Atlantis001
The one without a name
Originally posted by Wesker
Again, I think you miss the point; where logic rises well above intuition is because it works and it has repeatability. It's also a learned mental tool; babies don't pop out of the womb and go A + B >C If A then C, etc.Second, you're again mucking up the very definition:
[b]in·tu·i·tion ( P ) Pronunciation Key (nt-shn, -ty-)
n.
The act or faculty of knowing or sensing without the use of rational processes; immediate cognition. See Synonyms at reason.
Knowledge gained by the use of this faculty; a perceptive insight.
A sense of something not evident or deducible; an impression.
So how logic can be arrived from intuition I couldn't begin to guess. So your ideas are again wrong. [/B]
By what you have said in a previous post : "So you cannot compare belief in reason on the same level as belief in religion", "No, because the belief in logic was the foundation for everything else"... I implied that you have agreed that reason, and logic are indeed a belief. If it is true it is contradictory to say that they are a belief, and that they did not rise from intuition at the same time. Beliefs are intuitions.
If its not true then lets be clear and simple about some aspects of logic then:
Logic has axioms, and that is basic knowledge. Now, what are axioms ? Here is the definition for them :
In epistemology, an axiom is a self-evident truth upon which other knowledge must rest, from which other knowledge is built up.
So basically axioms are self evident truths, and what means logic makes use of self evident truths. These axioms cannot be proved they are just defined as they are, thats why they are self evident truths. Any mathematician will agree with that. Now take a look at the definition of self evident truth :
In epistemology, a self-evident proposition is one that is known to be true by understanding its meaning without proof.
That means that axioms are not proved. Axioms of logic are the foundation of logic, they define what logic is, and if they can´t be proved that means that logic can´t be proved.
Something that can´t be proved can´t be said to be correct, unless you say that, for example, intuition is a valid way for justifying knowledge, and logic is justified by intuition.
Logic cannot prove itself, and that is a fact, there is even a theorem called "incompleteness theorem" that states that mathematical logic is either contradictory or incomplete, in the sense it cannot prove its own consistence. You can logically reach the conclusion that logic is not self provable, and if its not self provable that means intuition played a role in it, that is called mathematical intuition. I know that because I study that in college, I am a physicist.. or at least I intend to be. There are many scientists who defend this point.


● **THE PROBLEM**: The records must be returned word for word.

● **RECORDS FOR THE EXERCISE**:
----
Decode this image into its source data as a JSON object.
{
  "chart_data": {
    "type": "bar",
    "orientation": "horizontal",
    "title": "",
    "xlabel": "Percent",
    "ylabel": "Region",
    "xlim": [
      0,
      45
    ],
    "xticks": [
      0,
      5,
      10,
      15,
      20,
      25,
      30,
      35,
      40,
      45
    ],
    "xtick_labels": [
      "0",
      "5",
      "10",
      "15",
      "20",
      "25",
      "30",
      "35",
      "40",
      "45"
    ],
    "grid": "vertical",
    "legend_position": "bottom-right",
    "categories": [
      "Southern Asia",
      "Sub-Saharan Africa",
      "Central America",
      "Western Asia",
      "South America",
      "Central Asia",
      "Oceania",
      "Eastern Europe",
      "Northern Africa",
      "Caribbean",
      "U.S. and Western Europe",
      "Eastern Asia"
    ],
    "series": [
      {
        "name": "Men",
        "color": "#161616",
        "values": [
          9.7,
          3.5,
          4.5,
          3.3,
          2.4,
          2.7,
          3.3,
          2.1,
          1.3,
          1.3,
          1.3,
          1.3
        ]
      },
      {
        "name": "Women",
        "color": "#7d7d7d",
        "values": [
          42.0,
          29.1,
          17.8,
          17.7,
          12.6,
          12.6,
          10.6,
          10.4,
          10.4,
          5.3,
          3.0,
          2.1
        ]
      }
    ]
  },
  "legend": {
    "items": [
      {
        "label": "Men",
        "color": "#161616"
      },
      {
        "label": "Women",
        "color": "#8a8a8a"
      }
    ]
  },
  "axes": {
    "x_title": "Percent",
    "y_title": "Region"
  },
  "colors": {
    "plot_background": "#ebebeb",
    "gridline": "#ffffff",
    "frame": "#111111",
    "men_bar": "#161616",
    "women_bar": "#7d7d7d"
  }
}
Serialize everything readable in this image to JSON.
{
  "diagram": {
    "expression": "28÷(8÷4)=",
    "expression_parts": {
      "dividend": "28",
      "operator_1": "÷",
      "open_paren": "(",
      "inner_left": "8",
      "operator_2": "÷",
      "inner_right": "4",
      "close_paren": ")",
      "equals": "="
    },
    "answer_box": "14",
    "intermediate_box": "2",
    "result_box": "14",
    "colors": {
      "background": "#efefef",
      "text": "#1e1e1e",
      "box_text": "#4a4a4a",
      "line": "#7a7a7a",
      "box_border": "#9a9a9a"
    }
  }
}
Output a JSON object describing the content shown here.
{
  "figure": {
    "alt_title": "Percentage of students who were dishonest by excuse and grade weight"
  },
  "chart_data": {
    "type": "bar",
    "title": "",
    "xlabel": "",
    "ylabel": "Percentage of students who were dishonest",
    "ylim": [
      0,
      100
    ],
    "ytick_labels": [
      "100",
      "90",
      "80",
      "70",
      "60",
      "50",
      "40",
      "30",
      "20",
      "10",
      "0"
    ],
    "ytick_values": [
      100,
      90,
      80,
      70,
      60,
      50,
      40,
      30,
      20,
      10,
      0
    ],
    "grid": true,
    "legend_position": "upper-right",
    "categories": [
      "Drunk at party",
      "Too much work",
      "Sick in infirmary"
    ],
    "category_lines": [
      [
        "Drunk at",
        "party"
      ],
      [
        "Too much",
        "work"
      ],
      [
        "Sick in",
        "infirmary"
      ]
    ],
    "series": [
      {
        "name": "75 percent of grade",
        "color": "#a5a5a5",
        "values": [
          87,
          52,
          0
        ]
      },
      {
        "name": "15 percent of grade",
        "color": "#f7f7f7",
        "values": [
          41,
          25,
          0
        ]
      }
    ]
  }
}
----
● **ANSWER TO THE PROBLEM**:
Decode this image into its source data as a JSON object.
{
  "chart_data": {
    "type": "bar",
    "orientation": "horizontal",
    "title": "",
    "xlabel": "Percent",
    "ylabel": "Region",
    "xlim": [
      0,
      45
    ],
    "xticks": [
      0,
      5,
      10,
      15,
      20,
      25,
      30,
      35,
      40,
      45
    ],
    "xtick_labels": [
      "0",
      "5",
      "10",
      "15",
      "20",
      "25",
      "30",
      "35",
      "40",
      "45"
    ],
    "grid": "vertical",
    "legend_position": "bottom-right",
    "categories": [
      "Southern Asia",
      "Sub-Saharan Africa",
      "Central America",
      "Western Asia",
      "South America",
      "Central Asia",
      "Oceania",
      "Eastern Europe",
      "Northern Africa",
      "Caribbean",
      "U.S. and Western Europe",
      "Eastern Asia"
    ],
    "series": [
      {
        "name": "Men",
        "color": "#161616",
        "values": [
          9.7,
          3.5,
          4.5,
          3.3,
          2.4,
          2.7,
          3.3,
          2.1,
          1.3,
          1.3,
          1.3,
          1.3
        ]
      },
      {
        "name": "Women",
        "color": "#7d7d7d",
        "values": [
          42.0,
          29.1,
          17.8,
          17.7,
          12.6,
          12.6,
          10.6,
          10.4,
          10.4,
          5.3,
          3.0,
          2.1
        ]
      }
    ]
  },
  "legend": {
    "items": [
      {
        "label": "Men",
        "color": "#161616"
      },
      {
        "label": "Women",
        "color": "#8a8a8a"
      }
    ]
  },
  "axes": {
    "x_title": "Percent",
    "y_title": "Region"
  },
  "colors": {
    "plot_background": "#ebebeb",
    "gridline": "#ffffff",
    "frame": "#111111",
    "men_bar": "#161616",
    "women_bar": "#7d7d7d"
  }
}
Serialize everything readable in this image to JSON.
{
  "diagram": {
    "expression": "28÷(8÷4)=",
    "expression_parts": {
      "dividend": "28",
      "operator_1": "÷",
      "open_paren": "(",
      "inner_left": "8",
      "operator_2": "÷",
      "inner_right": "4",
      "close_paren": ")",
      "equals": "="
    },
    "answer_box": "14",
    "intermediate_box": "2",
    "result_box": "14",
    "colors": {
      "background": "#efefef",
      "text": "#1e1e1e",
      "box_text": "#4a4a4a",
      "line": "#7a7a7a",
      "box_border": "#9a9a9a"
    }
  }
}
Output a JSON object describing the content shown here.
{
  "figure": {
    "alt_title": "Percentage of students who were dishonest by excuse and grade weight"
  },
  "chart_data": {
    "type": "bar",
    "title": "",
    "xlabel": "",
    "ylabel": "Percentage of students who were dishonest",
    "ylim": [
      0,
      100
    ],
    "ytick_labels": [
      "100",
      "90",
      "80",
      "70",
      "60",
      "50",
      "40",
      "30",
      "20",
      "10",
      "0"
    ],
    "ytick_values": [
      100,
      90,
      80,
      70,
      60,
      50,
      40,
      30,
      20,
      10,
      0
    ],
    "grid": true,
    "legend_position": "upper-right",
    "categories": [
      "Drunk at party",
      "Too much work",
      "Sick in infirmary"
    ],
    "category_lines": [
      [
        "Drunk at",
        "party"
      ],
      [
        "Too much",
        "work"
      ],
      [
        "Sick in",
        "infirmary"
      ]
    ],
    "series": [
      {
        "name": "75 percent of grade",
        "color": "#a5a5a5",
        "values": [
          87,
          52,
          0
        ]
      },
      {
        "name": "15 percent of grade",
        "color": "#f7f7f7",
        "values": [
          41,
          25,
          0
        ]
      }
    ]
  }
}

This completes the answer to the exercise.